Reputation: 5161
With the help of Stackoverflow, I wrote a function that outputs the sum of a vector. I want to ask:
for (auto & n : v)
? I understand code like for (auto ptr = v.begin(); ptr != v.end(); ptr++)
but 1) why we pass & n
instead of n
? Also what's the :v
?Thanks!
// version 1 that works
int sumVector(vector<int> v){
int sum_of_vec = 0;
for (auto &n: v){
sum_of_vec += n;
}
return sum_of_vec;
}
// version 2 that does not work
int sumVector(vector<int> v){
int sum_of_vec; // do not specify sum_of_vec = 0
for (auto &n: v){
sum_of_vec += n;
}
return sum_of_vec;
}
(the original question contains two parts that are not entirely covered by the possible duplicate post )
Upvotes: 0
Views: 269
Reputation: 153945
When defining an object of a built-in type without initialization it will get default initialized. However, default initialization for built-in types actually does nothing! As a result, reading the value of an uninitialized is undefined behavior! Before you can read from a corresponding object it needs to be initialized!
The reason for this somewhat odd behavior is that it is needed for two reasonably important use cases:
To support both of these use cases objects built-in types go uninitialized when nothing is specified. It is easy enough to give the objects a value: just specify a value or value initialize the object, e.g.:
int sum_of_vec{};
Upvotes: 1
Reputation: 106092
Second version is ill formed. Variable sum_of_vec
is not initialized and it will have indeterminate value. This can lead to undefined behaviour.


- [Task]:
Of the lines below, count those containing the word "disjunctum". Reply with the number alone.

#### Data in this exercise

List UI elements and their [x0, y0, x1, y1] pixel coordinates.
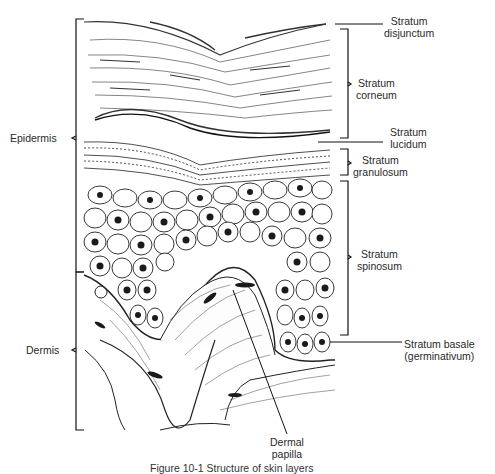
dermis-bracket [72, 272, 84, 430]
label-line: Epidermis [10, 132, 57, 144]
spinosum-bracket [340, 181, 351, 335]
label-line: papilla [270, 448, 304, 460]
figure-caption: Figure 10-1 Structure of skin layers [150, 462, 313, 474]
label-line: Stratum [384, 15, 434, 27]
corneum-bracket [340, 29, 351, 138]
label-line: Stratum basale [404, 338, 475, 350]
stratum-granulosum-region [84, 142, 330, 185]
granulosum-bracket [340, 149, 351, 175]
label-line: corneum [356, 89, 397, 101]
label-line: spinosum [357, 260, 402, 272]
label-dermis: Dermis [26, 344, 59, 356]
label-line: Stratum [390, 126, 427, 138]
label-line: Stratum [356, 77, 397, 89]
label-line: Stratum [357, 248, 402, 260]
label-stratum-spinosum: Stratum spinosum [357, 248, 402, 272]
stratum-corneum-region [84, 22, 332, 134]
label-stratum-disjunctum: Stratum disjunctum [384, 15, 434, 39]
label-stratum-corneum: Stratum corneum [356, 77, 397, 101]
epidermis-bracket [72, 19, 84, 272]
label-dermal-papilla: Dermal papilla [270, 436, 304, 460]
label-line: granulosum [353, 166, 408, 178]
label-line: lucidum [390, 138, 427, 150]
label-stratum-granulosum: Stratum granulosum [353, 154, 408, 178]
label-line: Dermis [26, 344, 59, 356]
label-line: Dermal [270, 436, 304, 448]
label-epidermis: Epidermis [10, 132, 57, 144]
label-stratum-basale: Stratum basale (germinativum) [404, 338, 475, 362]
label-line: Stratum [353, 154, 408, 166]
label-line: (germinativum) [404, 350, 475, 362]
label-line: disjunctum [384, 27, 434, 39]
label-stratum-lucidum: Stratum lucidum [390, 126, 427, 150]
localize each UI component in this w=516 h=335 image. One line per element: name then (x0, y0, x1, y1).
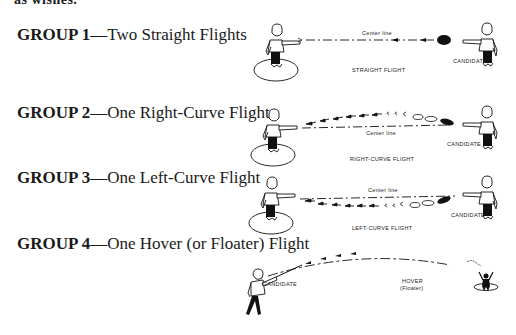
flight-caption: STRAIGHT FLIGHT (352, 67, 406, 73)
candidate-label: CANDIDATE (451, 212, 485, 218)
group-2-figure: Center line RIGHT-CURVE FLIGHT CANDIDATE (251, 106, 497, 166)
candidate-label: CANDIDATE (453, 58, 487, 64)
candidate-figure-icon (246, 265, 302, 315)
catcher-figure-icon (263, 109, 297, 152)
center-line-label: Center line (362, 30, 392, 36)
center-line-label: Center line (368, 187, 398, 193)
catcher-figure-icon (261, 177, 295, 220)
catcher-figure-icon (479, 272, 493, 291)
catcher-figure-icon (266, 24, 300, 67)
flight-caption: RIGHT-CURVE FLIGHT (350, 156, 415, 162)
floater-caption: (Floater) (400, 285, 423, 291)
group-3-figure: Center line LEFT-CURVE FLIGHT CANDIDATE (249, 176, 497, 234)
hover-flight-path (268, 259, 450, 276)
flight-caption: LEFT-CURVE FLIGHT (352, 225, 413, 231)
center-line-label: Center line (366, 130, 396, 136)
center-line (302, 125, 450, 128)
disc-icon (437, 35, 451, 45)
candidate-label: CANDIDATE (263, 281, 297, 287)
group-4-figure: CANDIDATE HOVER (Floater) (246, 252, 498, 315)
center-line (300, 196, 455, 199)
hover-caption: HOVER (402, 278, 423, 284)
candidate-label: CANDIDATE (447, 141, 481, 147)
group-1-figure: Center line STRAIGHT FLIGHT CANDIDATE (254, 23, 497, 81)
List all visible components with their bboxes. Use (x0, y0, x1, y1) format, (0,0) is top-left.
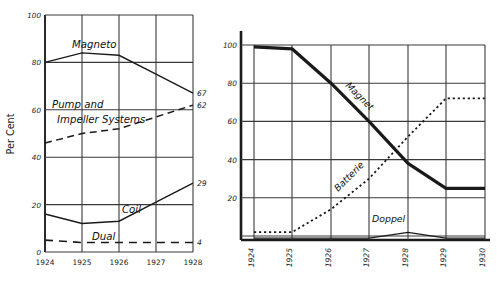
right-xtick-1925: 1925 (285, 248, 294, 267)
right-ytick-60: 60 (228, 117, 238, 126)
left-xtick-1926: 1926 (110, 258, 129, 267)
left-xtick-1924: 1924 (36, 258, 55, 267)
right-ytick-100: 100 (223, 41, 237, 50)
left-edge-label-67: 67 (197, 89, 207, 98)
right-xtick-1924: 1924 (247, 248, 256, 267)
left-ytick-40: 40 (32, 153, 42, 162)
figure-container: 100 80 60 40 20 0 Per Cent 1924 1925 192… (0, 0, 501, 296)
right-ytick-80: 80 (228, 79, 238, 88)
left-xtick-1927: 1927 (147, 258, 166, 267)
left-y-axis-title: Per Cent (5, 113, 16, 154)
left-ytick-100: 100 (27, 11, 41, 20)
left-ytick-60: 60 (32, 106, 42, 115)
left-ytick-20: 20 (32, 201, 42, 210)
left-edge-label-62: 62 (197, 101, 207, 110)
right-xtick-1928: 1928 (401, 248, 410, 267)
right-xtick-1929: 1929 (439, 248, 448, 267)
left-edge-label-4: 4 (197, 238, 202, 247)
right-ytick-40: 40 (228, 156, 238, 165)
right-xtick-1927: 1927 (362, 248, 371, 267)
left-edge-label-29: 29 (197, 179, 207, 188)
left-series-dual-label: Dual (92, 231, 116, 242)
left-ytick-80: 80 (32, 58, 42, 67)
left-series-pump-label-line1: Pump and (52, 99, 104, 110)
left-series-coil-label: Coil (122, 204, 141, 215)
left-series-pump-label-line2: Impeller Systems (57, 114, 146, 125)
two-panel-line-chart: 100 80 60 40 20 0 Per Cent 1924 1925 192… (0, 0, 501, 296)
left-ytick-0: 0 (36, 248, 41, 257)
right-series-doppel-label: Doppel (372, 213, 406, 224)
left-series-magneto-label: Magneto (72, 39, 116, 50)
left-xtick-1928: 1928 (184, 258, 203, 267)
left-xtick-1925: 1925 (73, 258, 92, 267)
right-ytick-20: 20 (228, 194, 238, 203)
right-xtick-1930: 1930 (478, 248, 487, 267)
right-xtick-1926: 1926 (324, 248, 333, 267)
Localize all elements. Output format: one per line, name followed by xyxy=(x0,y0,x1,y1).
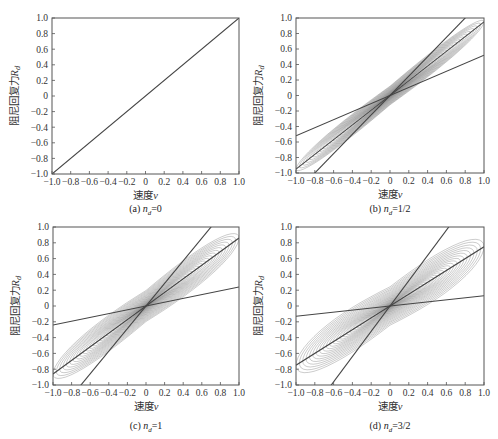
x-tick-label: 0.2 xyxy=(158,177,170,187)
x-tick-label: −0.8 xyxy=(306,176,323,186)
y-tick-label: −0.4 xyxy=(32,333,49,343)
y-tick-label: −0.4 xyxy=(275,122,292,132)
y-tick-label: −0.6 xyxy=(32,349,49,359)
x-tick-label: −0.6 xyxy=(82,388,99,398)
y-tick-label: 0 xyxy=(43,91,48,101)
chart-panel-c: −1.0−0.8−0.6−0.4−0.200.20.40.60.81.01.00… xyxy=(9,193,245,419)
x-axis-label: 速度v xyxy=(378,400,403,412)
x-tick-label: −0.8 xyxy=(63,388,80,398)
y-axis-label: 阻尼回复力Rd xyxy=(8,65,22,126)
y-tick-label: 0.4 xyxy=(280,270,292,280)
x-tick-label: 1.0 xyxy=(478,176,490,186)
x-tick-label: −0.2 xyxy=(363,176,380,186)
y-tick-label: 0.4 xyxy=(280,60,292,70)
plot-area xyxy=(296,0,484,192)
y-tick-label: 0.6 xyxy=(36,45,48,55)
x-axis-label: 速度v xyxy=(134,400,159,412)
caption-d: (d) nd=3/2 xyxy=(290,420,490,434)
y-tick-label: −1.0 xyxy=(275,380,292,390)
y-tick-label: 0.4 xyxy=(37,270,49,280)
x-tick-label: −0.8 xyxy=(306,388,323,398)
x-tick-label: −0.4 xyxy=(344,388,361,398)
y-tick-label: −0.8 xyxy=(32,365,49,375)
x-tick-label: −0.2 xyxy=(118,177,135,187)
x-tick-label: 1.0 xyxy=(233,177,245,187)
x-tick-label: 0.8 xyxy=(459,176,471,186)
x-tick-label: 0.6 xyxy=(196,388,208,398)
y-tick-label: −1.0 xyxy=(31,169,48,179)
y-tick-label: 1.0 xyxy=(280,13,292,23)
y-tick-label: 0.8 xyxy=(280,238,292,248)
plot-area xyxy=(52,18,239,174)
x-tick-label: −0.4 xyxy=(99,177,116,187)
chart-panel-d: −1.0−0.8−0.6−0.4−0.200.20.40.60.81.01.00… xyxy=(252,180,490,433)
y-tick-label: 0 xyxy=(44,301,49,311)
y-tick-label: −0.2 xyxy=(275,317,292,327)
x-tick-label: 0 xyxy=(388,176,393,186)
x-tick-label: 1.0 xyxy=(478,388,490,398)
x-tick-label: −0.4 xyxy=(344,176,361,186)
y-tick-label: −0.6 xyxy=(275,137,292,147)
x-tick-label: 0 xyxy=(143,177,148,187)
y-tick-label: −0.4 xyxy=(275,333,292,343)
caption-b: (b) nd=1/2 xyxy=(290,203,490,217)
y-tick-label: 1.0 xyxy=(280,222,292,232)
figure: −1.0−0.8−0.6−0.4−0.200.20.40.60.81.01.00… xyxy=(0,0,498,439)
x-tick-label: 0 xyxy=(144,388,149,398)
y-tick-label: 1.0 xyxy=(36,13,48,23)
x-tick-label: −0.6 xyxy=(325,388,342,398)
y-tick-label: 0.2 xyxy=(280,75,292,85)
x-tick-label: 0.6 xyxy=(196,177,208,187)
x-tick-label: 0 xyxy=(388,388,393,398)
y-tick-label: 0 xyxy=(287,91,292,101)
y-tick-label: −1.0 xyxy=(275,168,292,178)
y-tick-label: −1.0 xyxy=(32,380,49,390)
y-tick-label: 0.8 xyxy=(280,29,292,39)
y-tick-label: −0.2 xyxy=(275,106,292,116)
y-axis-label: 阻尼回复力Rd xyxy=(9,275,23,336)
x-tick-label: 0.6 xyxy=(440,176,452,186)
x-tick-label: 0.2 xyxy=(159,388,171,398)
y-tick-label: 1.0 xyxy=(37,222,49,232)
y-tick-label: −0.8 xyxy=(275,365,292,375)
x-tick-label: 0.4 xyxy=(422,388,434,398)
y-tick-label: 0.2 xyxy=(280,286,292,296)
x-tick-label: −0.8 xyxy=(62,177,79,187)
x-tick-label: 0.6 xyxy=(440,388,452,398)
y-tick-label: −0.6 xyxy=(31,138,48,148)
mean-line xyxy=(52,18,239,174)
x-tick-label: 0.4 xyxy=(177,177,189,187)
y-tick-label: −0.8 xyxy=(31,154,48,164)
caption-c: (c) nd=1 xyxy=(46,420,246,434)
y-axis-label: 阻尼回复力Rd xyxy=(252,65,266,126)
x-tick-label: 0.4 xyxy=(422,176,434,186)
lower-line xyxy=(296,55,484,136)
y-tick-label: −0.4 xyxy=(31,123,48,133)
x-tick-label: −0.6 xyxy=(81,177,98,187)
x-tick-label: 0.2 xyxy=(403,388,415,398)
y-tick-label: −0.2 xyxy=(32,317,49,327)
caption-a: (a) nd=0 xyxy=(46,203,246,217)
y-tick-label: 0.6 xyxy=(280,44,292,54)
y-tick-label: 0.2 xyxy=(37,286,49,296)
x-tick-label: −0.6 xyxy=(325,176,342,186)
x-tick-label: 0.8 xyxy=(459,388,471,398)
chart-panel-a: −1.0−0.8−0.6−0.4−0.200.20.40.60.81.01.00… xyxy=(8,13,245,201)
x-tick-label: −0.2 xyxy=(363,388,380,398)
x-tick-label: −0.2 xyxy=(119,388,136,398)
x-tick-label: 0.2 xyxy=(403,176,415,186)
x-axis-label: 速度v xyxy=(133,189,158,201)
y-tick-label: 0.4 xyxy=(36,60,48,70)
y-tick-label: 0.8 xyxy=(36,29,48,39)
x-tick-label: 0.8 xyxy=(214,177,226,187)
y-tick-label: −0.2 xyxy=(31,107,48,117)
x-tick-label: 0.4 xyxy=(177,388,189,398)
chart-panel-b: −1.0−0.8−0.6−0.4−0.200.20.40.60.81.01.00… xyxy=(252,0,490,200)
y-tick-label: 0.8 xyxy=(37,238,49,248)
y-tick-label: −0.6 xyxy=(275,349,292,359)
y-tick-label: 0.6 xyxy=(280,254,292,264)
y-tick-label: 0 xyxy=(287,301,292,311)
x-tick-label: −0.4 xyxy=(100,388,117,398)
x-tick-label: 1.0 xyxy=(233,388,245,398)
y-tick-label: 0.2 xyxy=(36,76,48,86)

########

- [Expected answer]:
2